__WHAT THE EXERCISE ASKS__. Only the lines from the one containing "Locate an element" through the end of the entries are to be copied, exactly and without pictures, please.

__Stored data entries__.
:::::

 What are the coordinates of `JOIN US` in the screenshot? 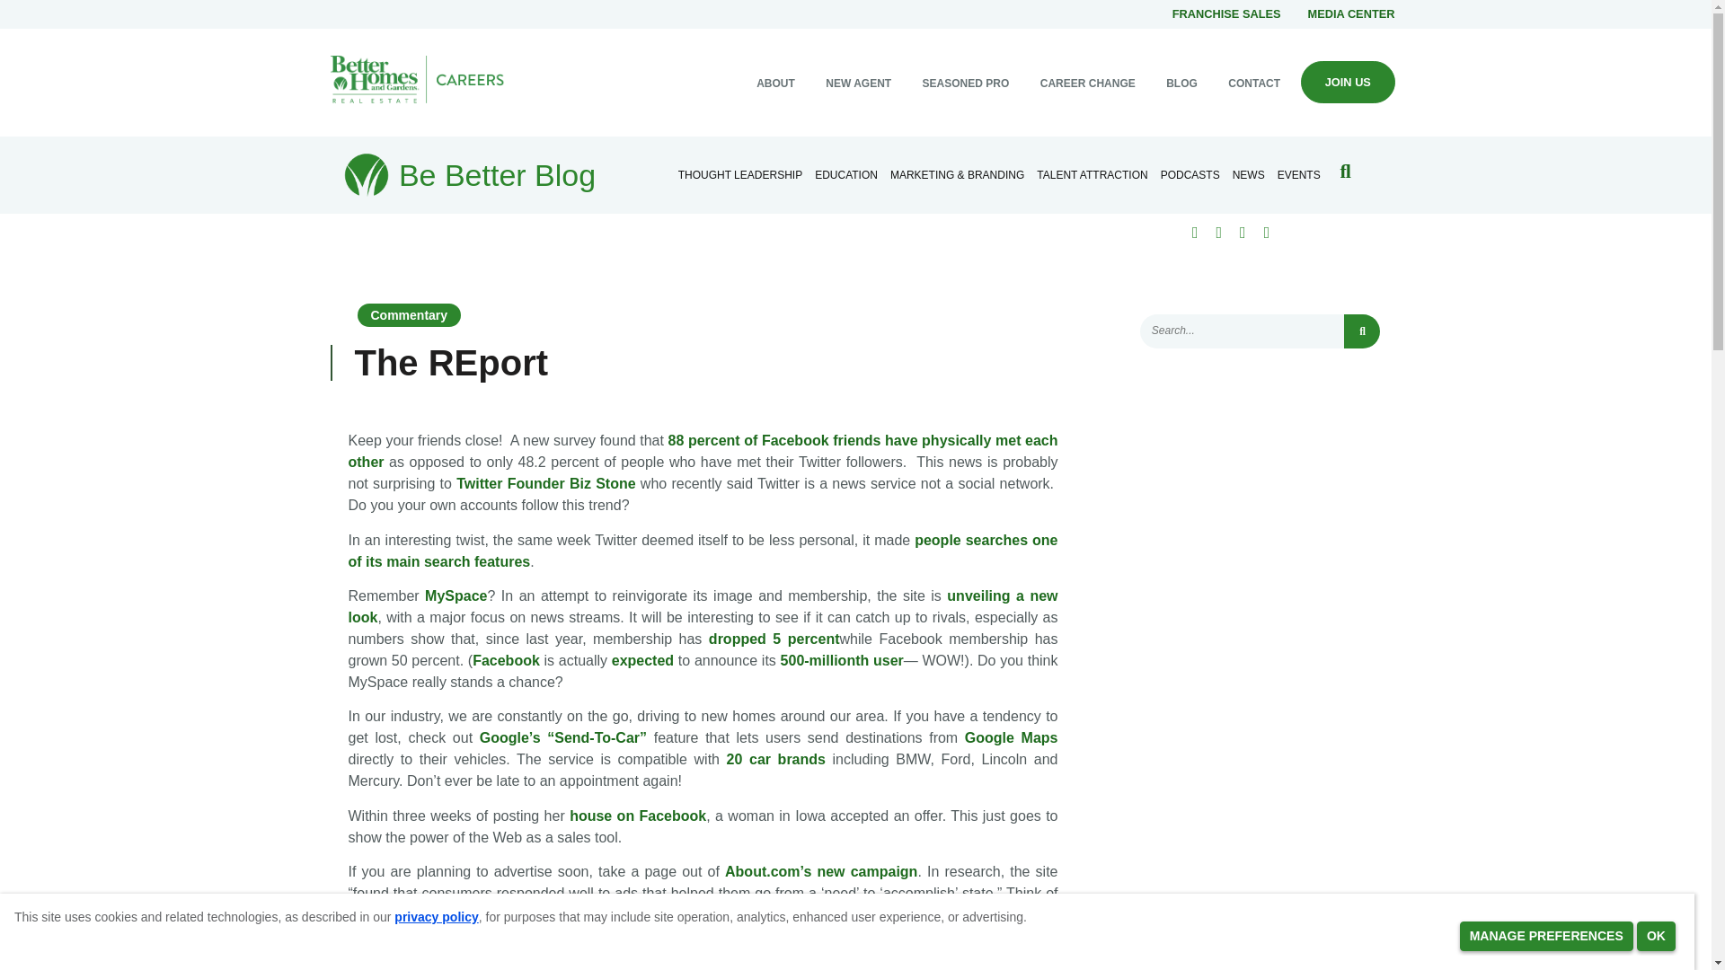 It's located at (1347, 82).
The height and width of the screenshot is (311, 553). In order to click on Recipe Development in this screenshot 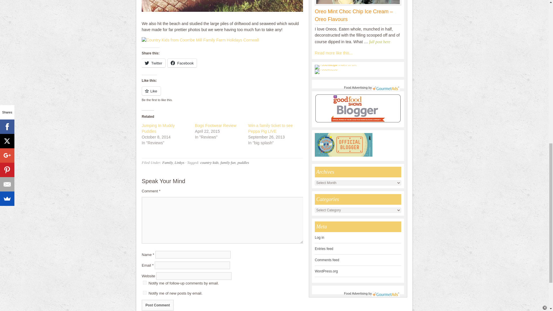, I will do `click(333, 53)`.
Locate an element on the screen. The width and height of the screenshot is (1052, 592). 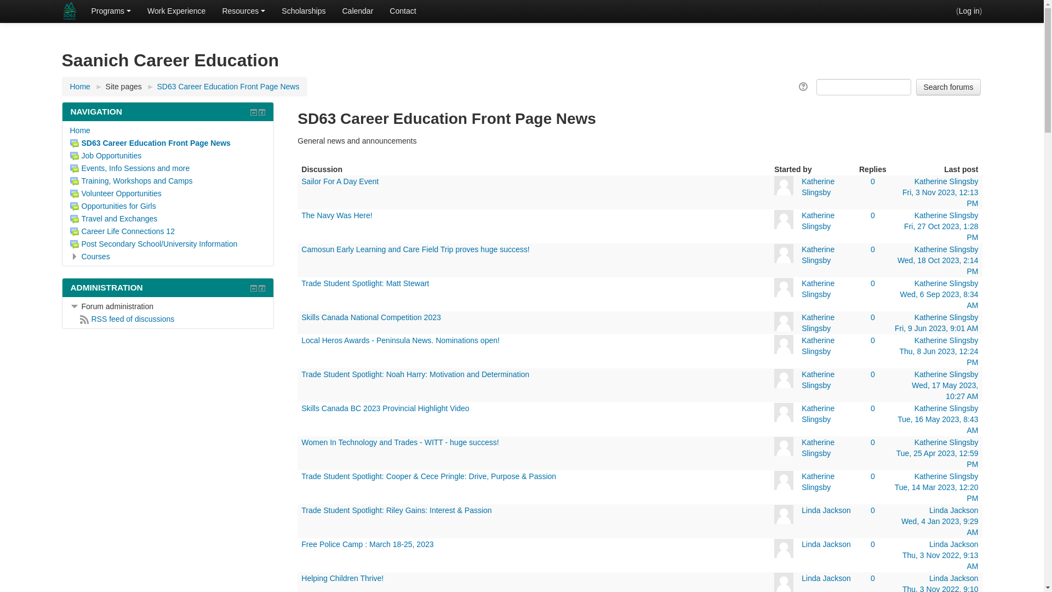
Wed, 6 Sep 2023, 8:34 AM is located at coordinates (939, 300).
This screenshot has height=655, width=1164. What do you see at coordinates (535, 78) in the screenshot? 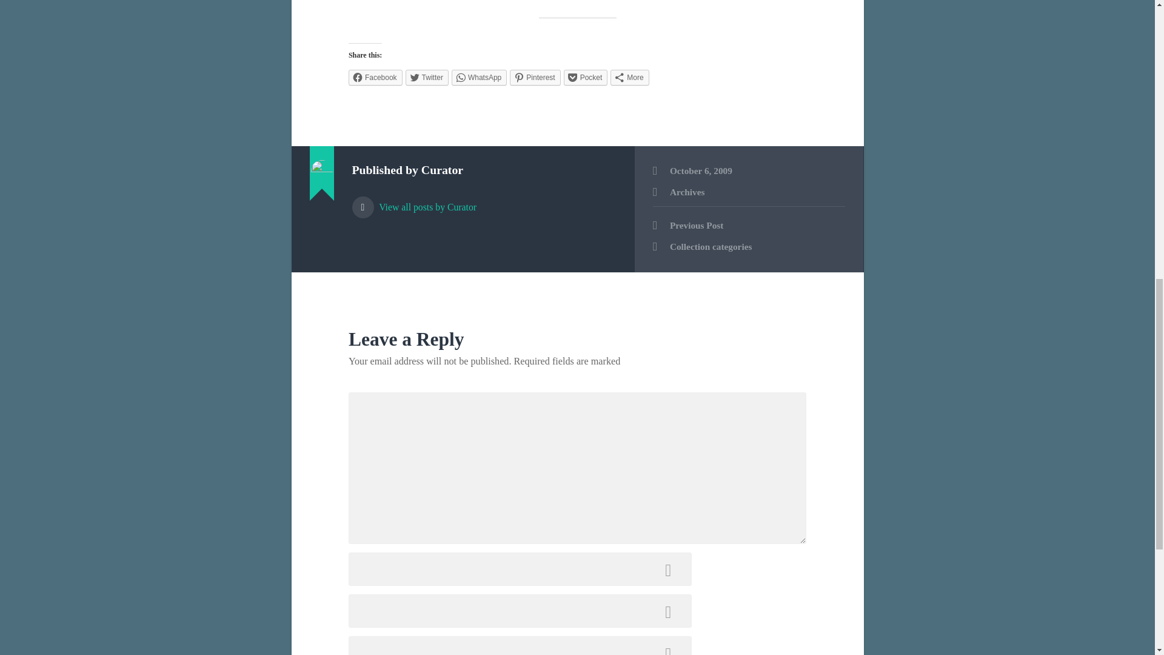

:::::

__REPLY__.
Locate an element on the screen. The width and height of the screenshot is (1052, 592). 
Wed, 6 Sep 2023, 8:34 AM is located at coordinates (939, 300).
This screenshot has height=655, width=1164. What do you see at coordinates (535, 78) in the screenshot? 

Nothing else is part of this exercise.